Exploring the Role of the Amygdala
To shed light on the mechanisms of postictal apnea and its potential connection to SUDEP, our study focused on 20 patients with intractable epilepsy undergoing iEEG monitoring. We aimed to identify brain sites associated with postictal apnea by recording iEEG and breathing during stimulation-evoked seizures.
Electrical stimulation below seizure threshold was used to identify focal sites influencing breathing, particularly persistent apnea akin to SUDEP cases. Machine learning techniques were then employed to identify a common region critical for postictal apnea.
Mapping Brain Connections and Mechanisms
To unravel the neural pathways underlying postictal apnea, we employed a novel approach combining direct electrical brain stimulation with functional magnetic resonance imaging (fMRI). Stimulation of the pAIR site was found to affect BOLD activity in the pons, medulla, and ventral insula, regions associated with respiratory control and interoceptive processing.
Decreased BOLD activity in the pons and medulla may indicate reduced neural activity in crucial areas responsible for respiratory rhythm generation. Inhibitory input to preBötC neurons, located in the medulla, may be particularly vulnerable to prolonged suppression, delaying the resumption of breathing.
Another crucial aspect of this study involved examining the impact of CO2 sensitivity on postictal apnea. Amygdala stimulation resulted in reduced respiratory sensitivity to CO2, potentially implicating CO2-sensitive neurons in the retrotrapezoid nucleus and serotonergic neurons in the medulla. Extended suppression of these neurons could interfere with the potent ability of CO2 to stimulate breathing, possibly contributing to postictal apnea.
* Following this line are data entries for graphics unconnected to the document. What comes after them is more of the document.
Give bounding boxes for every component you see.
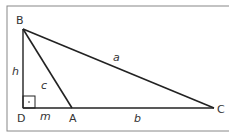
altitude-h-label: h: [12, 65, 19, 78]
triangle-diagram: B D A C a b c h m: [0, 0, 229, 135]
vertex-a-label: A: [69, 112, 77, 125]
side-b-label: b: [134, 112, 141, 125]
vertex-b-label: B: [16, 14, 24, 27]
vertex-c-label: C: [217, 103, 225, 116]
side-c-label: c: [41, 79, 47, 92]
vertex-d-label: D: [17, 112, 25, 125]
segment-m-label: m: [40, 110, 51, 123]
side-a: [23, 29, 214, 108]
side-a-label: a: [113, 51, 120, 64]
right-angle-dot: [28, 101, 30, 103]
Emotional Aspects of Postictal Apnea
Air hunger, the primal sensation triggered by rising CO2 levels when breathing is impaired, plays a significant role in postictal apnea. This sensation encompasses fear, arousal, and alarm. Intriguingly, patients with postictal apnea due to amygdala stimulation do not experience air hunger, the emotional response to it, or even awareness that they have stopped breathing despite elevated CO2 levels.
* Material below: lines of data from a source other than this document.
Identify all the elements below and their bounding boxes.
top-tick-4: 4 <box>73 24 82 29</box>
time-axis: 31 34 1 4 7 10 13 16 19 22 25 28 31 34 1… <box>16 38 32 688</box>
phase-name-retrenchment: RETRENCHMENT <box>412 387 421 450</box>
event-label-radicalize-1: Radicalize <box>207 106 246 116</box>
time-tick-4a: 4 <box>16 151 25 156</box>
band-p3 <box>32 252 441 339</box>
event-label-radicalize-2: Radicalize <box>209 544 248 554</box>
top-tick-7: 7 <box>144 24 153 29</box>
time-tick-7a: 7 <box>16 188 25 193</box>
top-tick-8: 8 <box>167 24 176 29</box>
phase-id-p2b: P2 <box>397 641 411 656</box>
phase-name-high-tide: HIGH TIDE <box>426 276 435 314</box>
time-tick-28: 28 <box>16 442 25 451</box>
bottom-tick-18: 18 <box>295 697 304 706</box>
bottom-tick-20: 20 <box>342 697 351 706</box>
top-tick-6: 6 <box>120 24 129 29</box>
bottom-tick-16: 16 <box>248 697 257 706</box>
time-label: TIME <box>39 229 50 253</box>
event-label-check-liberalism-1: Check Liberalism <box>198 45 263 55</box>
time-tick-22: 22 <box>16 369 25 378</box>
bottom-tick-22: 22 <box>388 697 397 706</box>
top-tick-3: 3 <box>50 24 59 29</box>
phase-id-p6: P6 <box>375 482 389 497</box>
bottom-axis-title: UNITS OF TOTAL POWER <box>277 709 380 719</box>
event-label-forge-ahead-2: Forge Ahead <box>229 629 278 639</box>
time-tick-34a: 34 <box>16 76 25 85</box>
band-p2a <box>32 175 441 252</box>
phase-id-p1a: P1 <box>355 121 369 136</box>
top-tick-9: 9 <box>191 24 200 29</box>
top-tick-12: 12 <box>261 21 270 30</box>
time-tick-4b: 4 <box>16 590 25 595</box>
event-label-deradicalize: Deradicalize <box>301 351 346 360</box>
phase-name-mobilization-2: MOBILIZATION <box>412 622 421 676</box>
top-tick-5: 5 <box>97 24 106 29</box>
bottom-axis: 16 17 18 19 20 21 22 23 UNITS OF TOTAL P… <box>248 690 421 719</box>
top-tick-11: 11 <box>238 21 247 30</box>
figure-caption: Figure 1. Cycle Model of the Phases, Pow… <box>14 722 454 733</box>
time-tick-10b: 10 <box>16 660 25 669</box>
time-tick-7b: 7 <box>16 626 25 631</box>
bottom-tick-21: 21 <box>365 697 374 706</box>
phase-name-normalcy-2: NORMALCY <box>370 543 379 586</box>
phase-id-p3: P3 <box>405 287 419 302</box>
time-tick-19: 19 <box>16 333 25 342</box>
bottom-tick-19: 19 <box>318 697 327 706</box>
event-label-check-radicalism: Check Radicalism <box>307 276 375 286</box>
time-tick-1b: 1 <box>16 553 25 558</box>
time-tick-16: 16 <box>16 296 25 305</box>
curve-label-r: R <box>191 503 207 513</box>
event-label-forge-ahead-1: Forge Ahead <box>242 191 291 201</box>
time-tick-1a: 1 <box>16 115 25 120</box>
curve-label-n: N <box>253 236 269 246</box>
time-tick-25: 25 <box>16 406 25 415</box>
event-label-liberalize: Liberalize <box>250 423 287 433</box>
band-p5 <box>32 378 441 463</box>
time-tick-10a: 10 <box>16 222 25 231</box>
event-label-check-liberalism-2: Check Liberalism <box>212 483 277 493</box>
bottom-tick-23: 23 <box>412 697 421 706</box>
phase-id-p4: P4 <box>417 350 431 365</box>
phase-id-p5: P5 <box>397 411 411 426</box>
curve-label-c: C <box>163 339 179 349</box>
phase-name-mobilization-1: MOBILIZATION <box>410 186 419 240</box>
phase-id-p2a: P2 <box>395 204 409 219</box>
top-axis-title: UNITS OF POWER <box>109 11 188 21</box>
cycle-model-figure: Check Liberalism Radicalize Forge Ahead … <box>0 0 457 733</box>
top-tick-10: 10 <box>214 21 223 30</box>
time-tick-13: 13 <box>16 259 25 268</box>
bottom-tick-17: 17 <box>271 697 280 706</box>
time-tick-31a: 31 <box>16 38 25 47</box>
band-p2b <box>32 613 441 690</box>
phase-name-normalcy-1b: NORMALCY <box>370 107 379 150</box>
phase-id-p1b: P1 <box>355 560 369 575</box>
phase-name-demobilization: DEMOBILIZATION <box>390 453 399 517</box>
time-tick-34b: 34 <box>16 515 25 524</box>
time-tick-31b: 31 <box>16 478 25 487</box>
The ventral insula, known for processing interoceptive signals, may hold the key to understanding this phenomenon. Increased BOLD activity in the ventral insula following pAIR site stimulation suggests a possible mechanism by which amygdala stimulation suppresses air hunger.
Challenges and Future Directions
This study, while providing valuable insights, is not without limitations. The relatively small sample size reflects the inherent challenges of recruiting epilepsy patients undergoing invasive monitoring. Furthermore, the controlled environment of the EMU differs from real-world situations in which most SUDEP cases occur. Our inability to target specific neurons with electrical stimulation leaves room for potential influence from adjacent sites or white matter tracts.
Despite these limitations, our findings open doors to further exploration of the amygdala’s role in postictal apnea and SUDEP. Future research may examine differences in vulnerability to postictal apnea among patients and the potential longitudinal risk of SUDEP in those exhibiting persistent apneas. Understanding these complexities is essential for developing effective prevention and management strategies for SUDEP, ultimately enhancing the quality of life for individuals with epilepsy.
Conclusion
Sudden unexpected death in epilepsy remains a challenging and enigmatic issue within the medical community. While the majority of SUDEP cases involve postictal apnea, the mechanisms underlying this phenomenon have remained elusive. This study sheds light on the intricate relationship between seizures, apnea, and the amygdala, providing valuable insights into the potential causes of postictal apnea and its connection to SUDEP.
Further research is needed to unravel the complexities surrounding this devastating condition, with the hope of reducing the risks and improving the lives of those living with epilepsy.